(Beginning of GIVEN ENTRIES)

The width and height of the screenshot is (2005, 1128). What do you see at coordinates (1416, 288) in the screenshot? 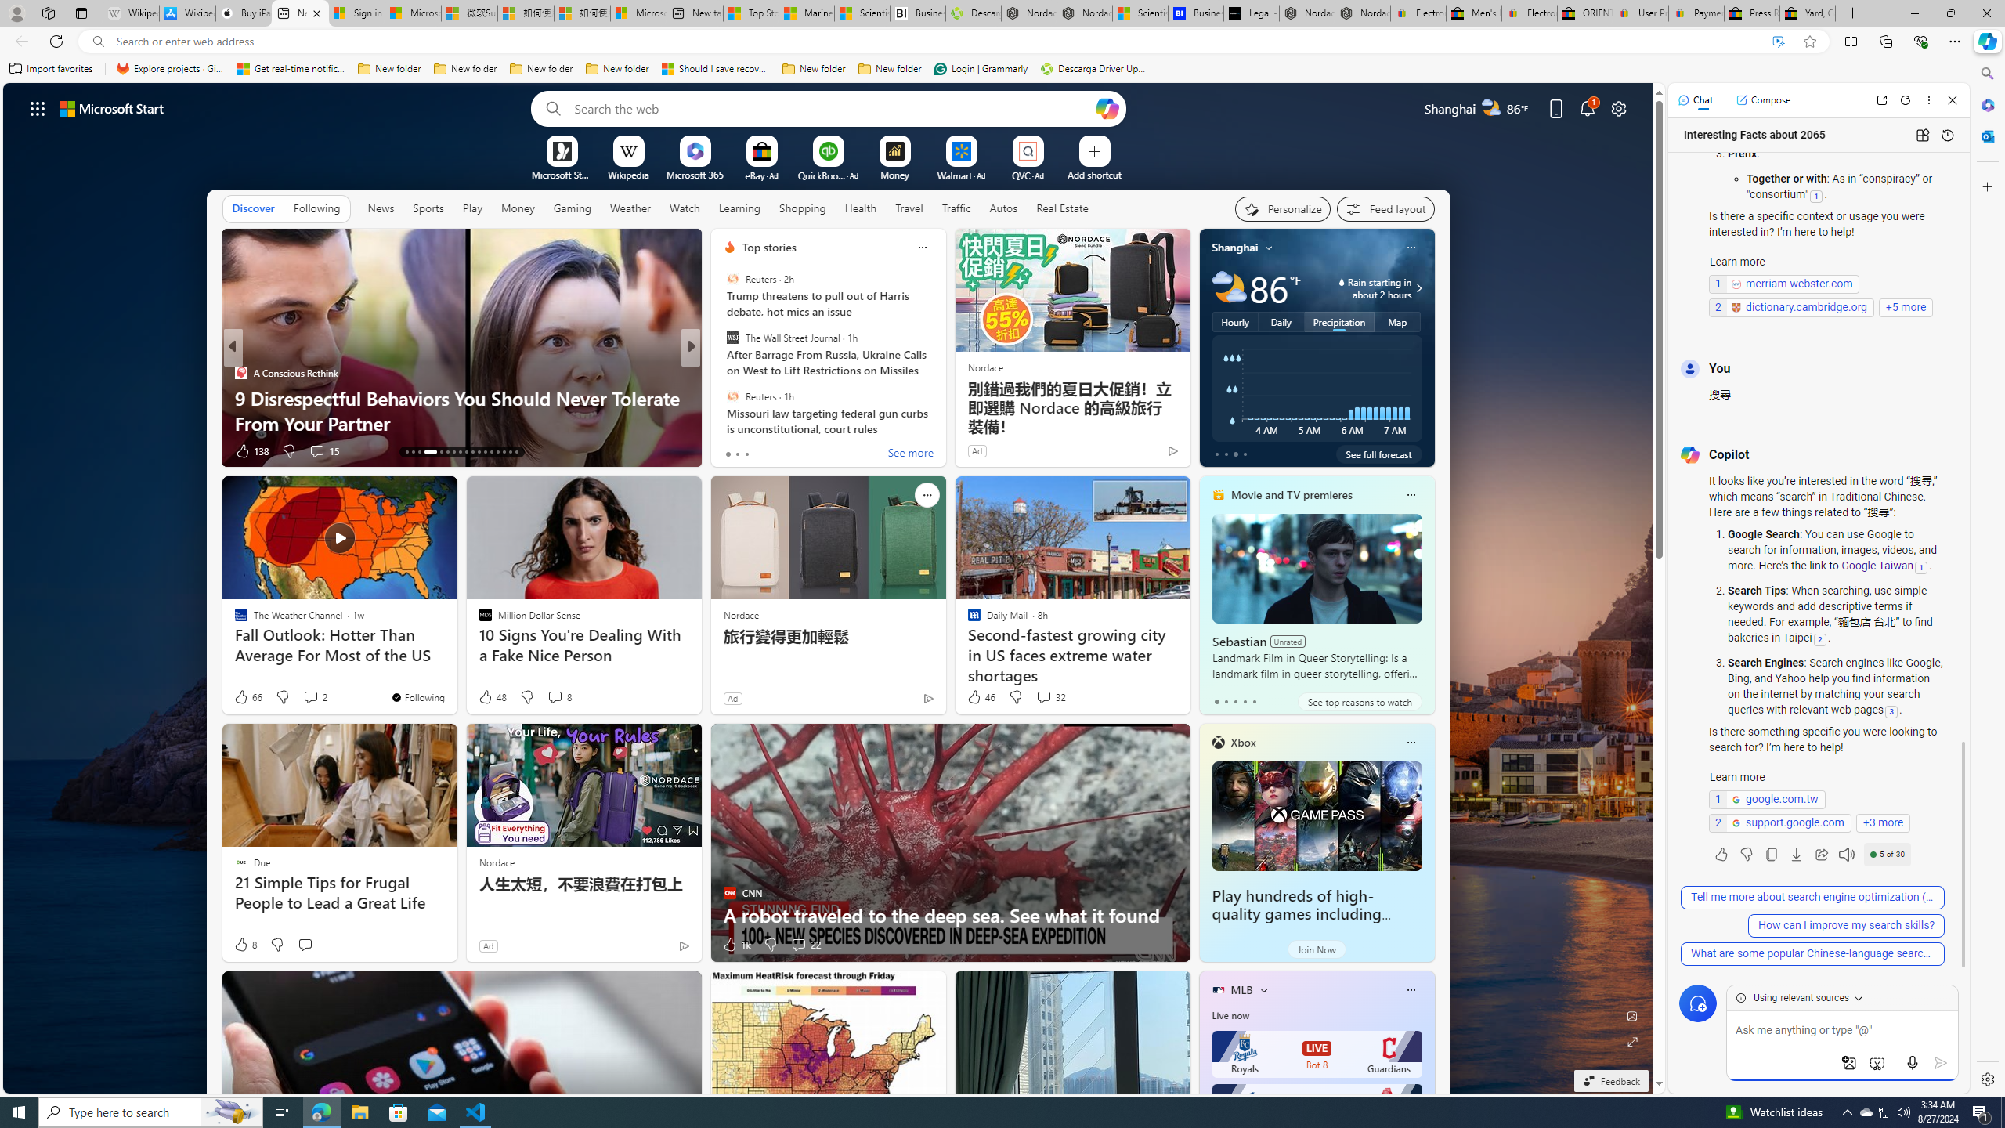
I see `Rain starting in about 2 hours` at bounding box center [1416, 288].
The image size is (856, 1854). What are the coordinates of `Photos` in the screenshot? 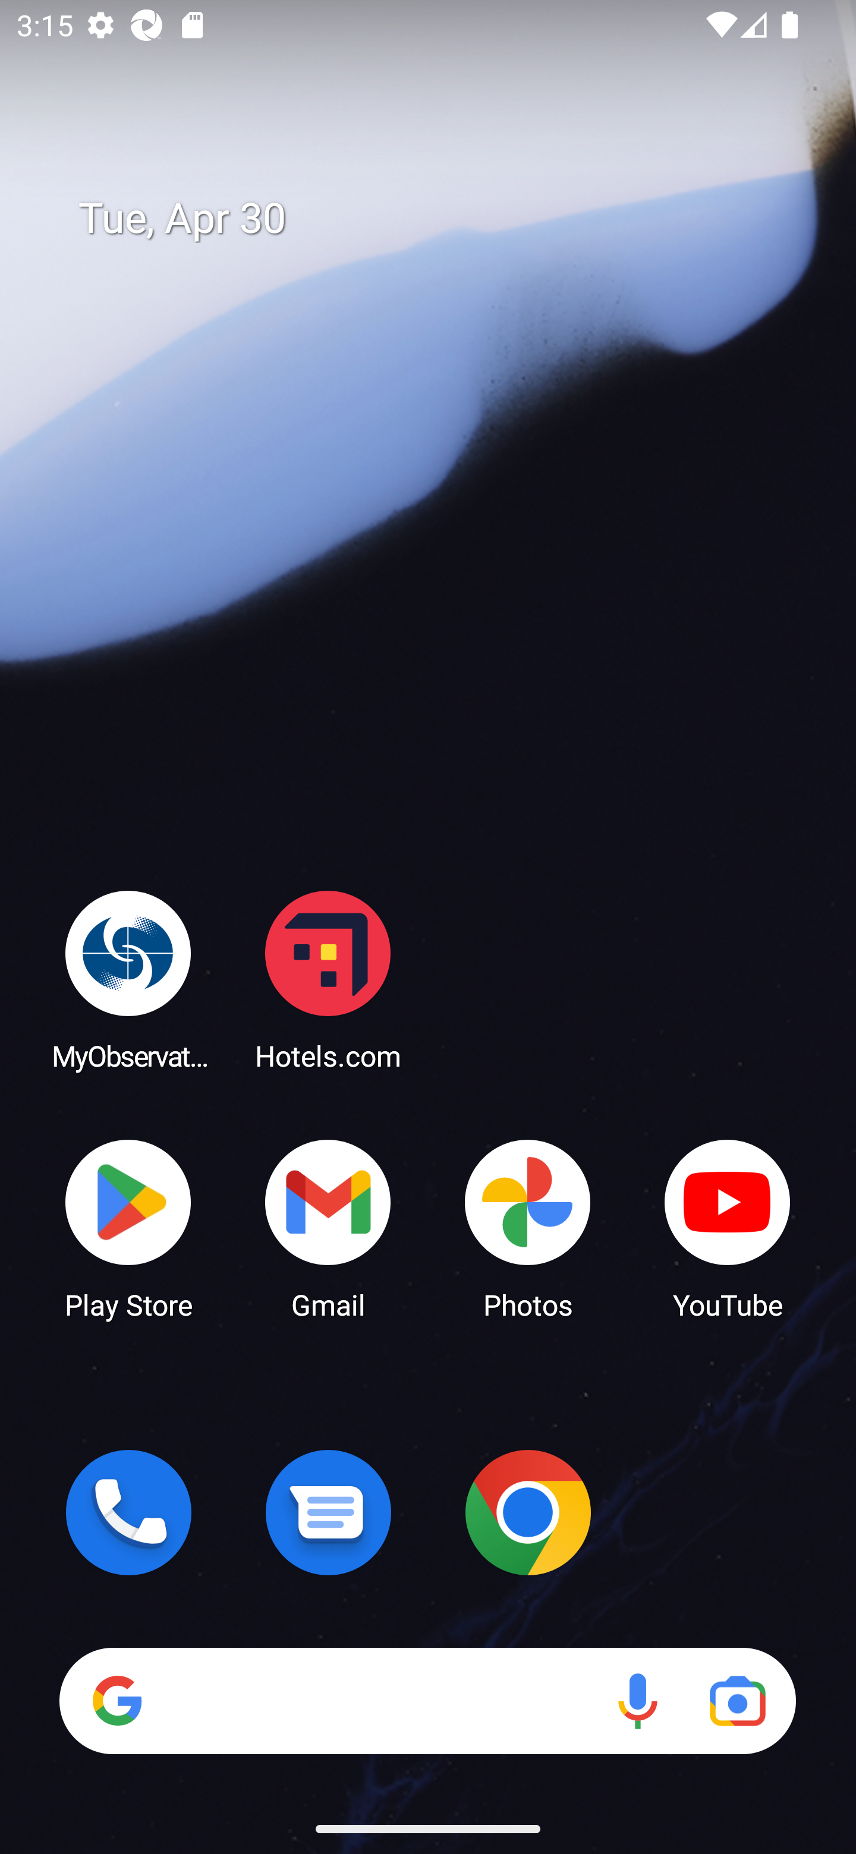 It's located at (528, 1228).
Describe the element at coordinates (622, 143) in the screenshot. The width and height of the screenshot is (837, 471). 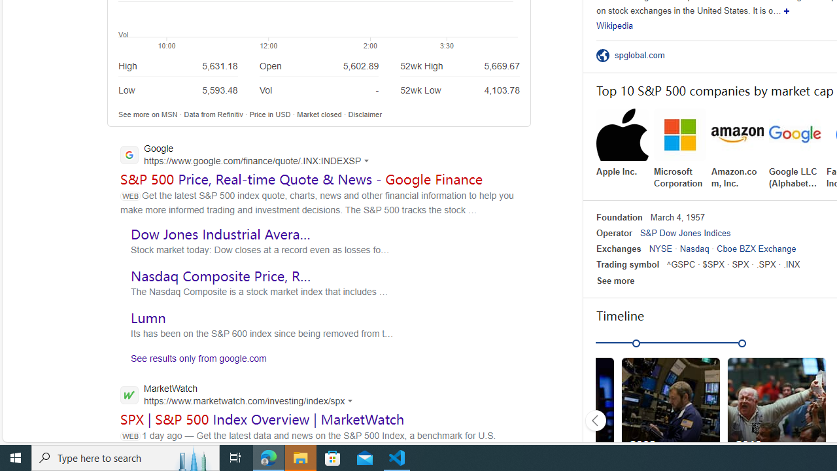
I see `Apple Inc.` at that location.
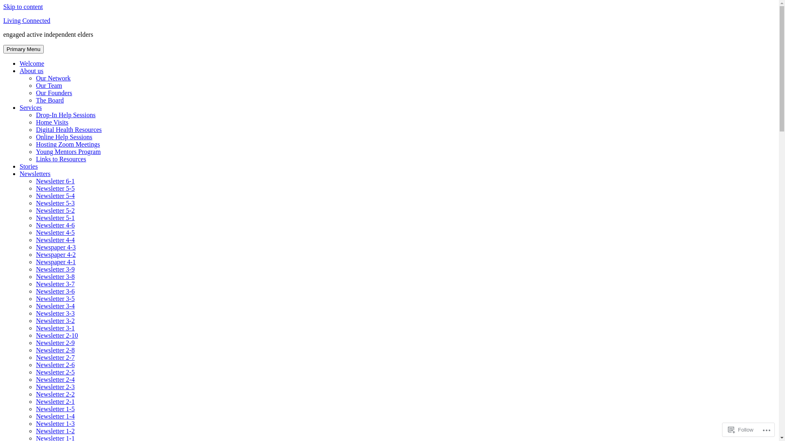 This screenshot has height=441, width=785. What do you see at coordinates (32, 64) in the screenshot?
I see `Welcome` at bounding box center [32, 64].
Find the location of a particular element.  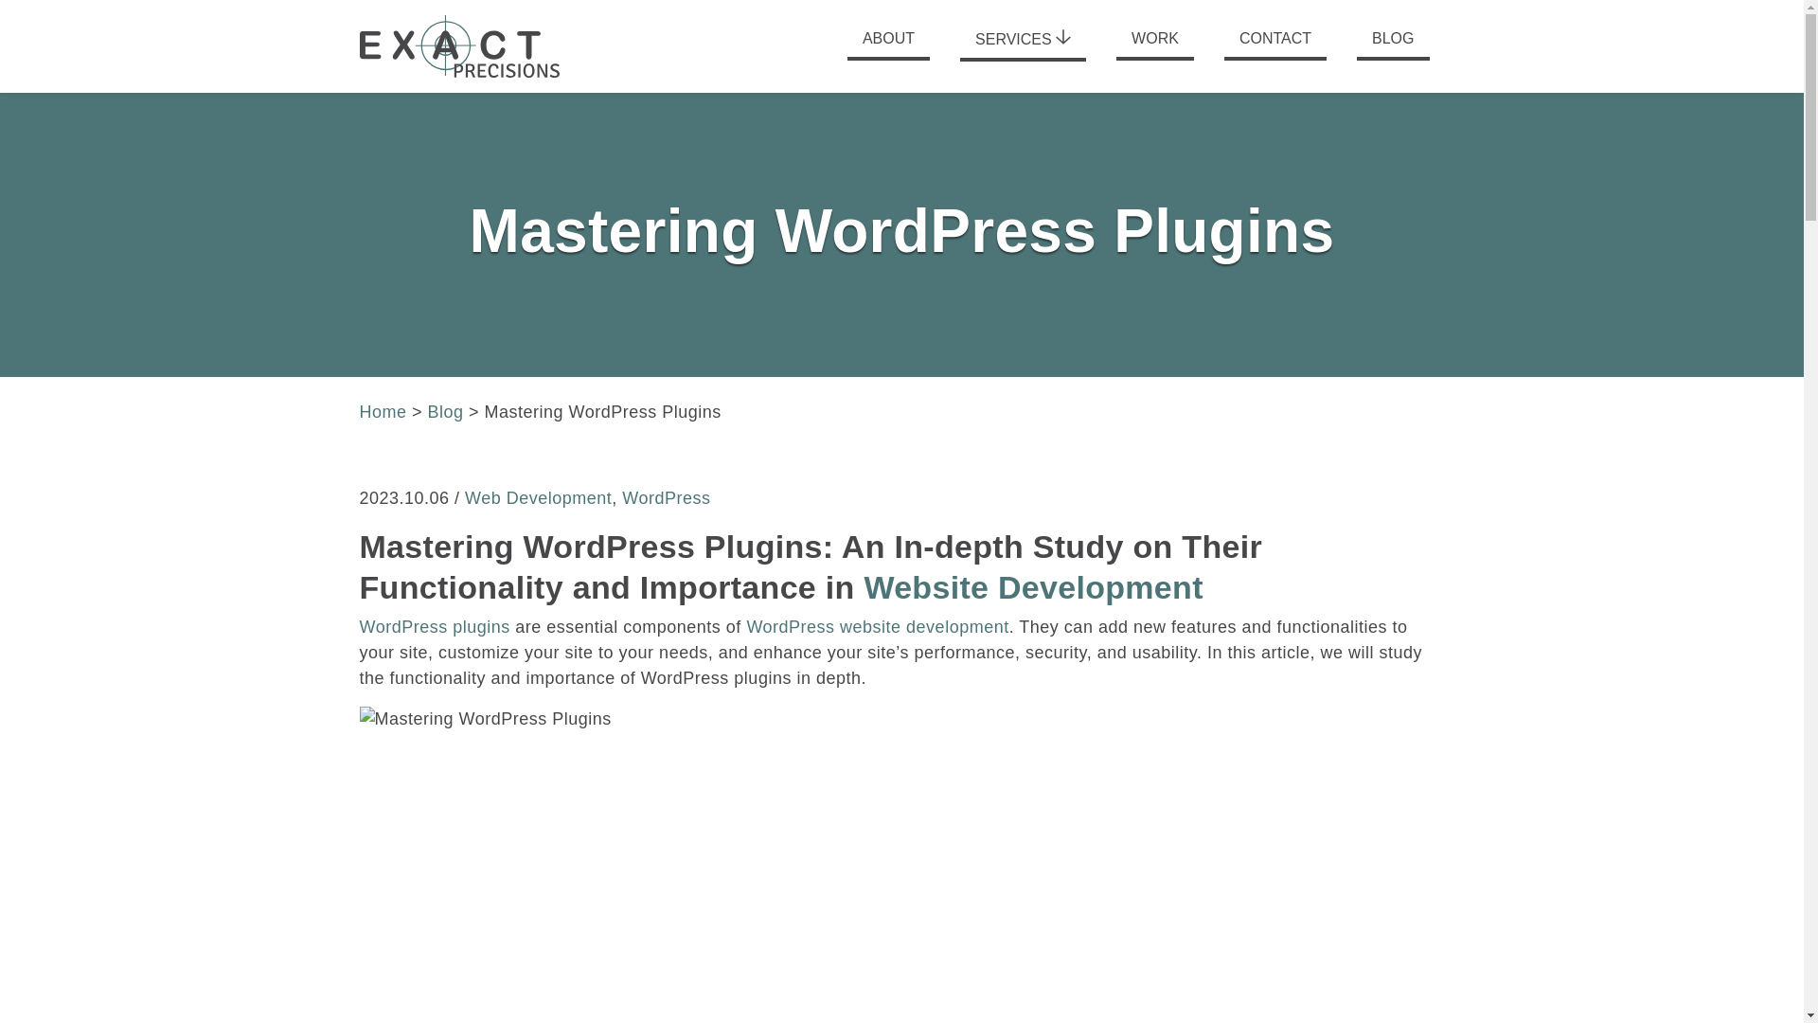

Home is located at coordinates (383, 411).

(End of GIVEN ENTRIES)

_AIM OF THE EXERCISE_:
Produce an exact copy of only those lines that run from the line with "Describe the element" to the final line of the records, including both; exclude images.

_OUTPUT OF THE EXERCISE_:
Describe the element at coordinates (622, 143) in the screenshot. The width and height of the screenshot is (837, 471). 
I see `Apple Inc.` at that location.
 This screenshot has height=441, width=785. What do you see at coordinates (32, 64) in the screenshot?
I see `Welcome` at bounding box center [32, 64].
Find the location of a particular element.  

Home is located at coordinates (383, 411).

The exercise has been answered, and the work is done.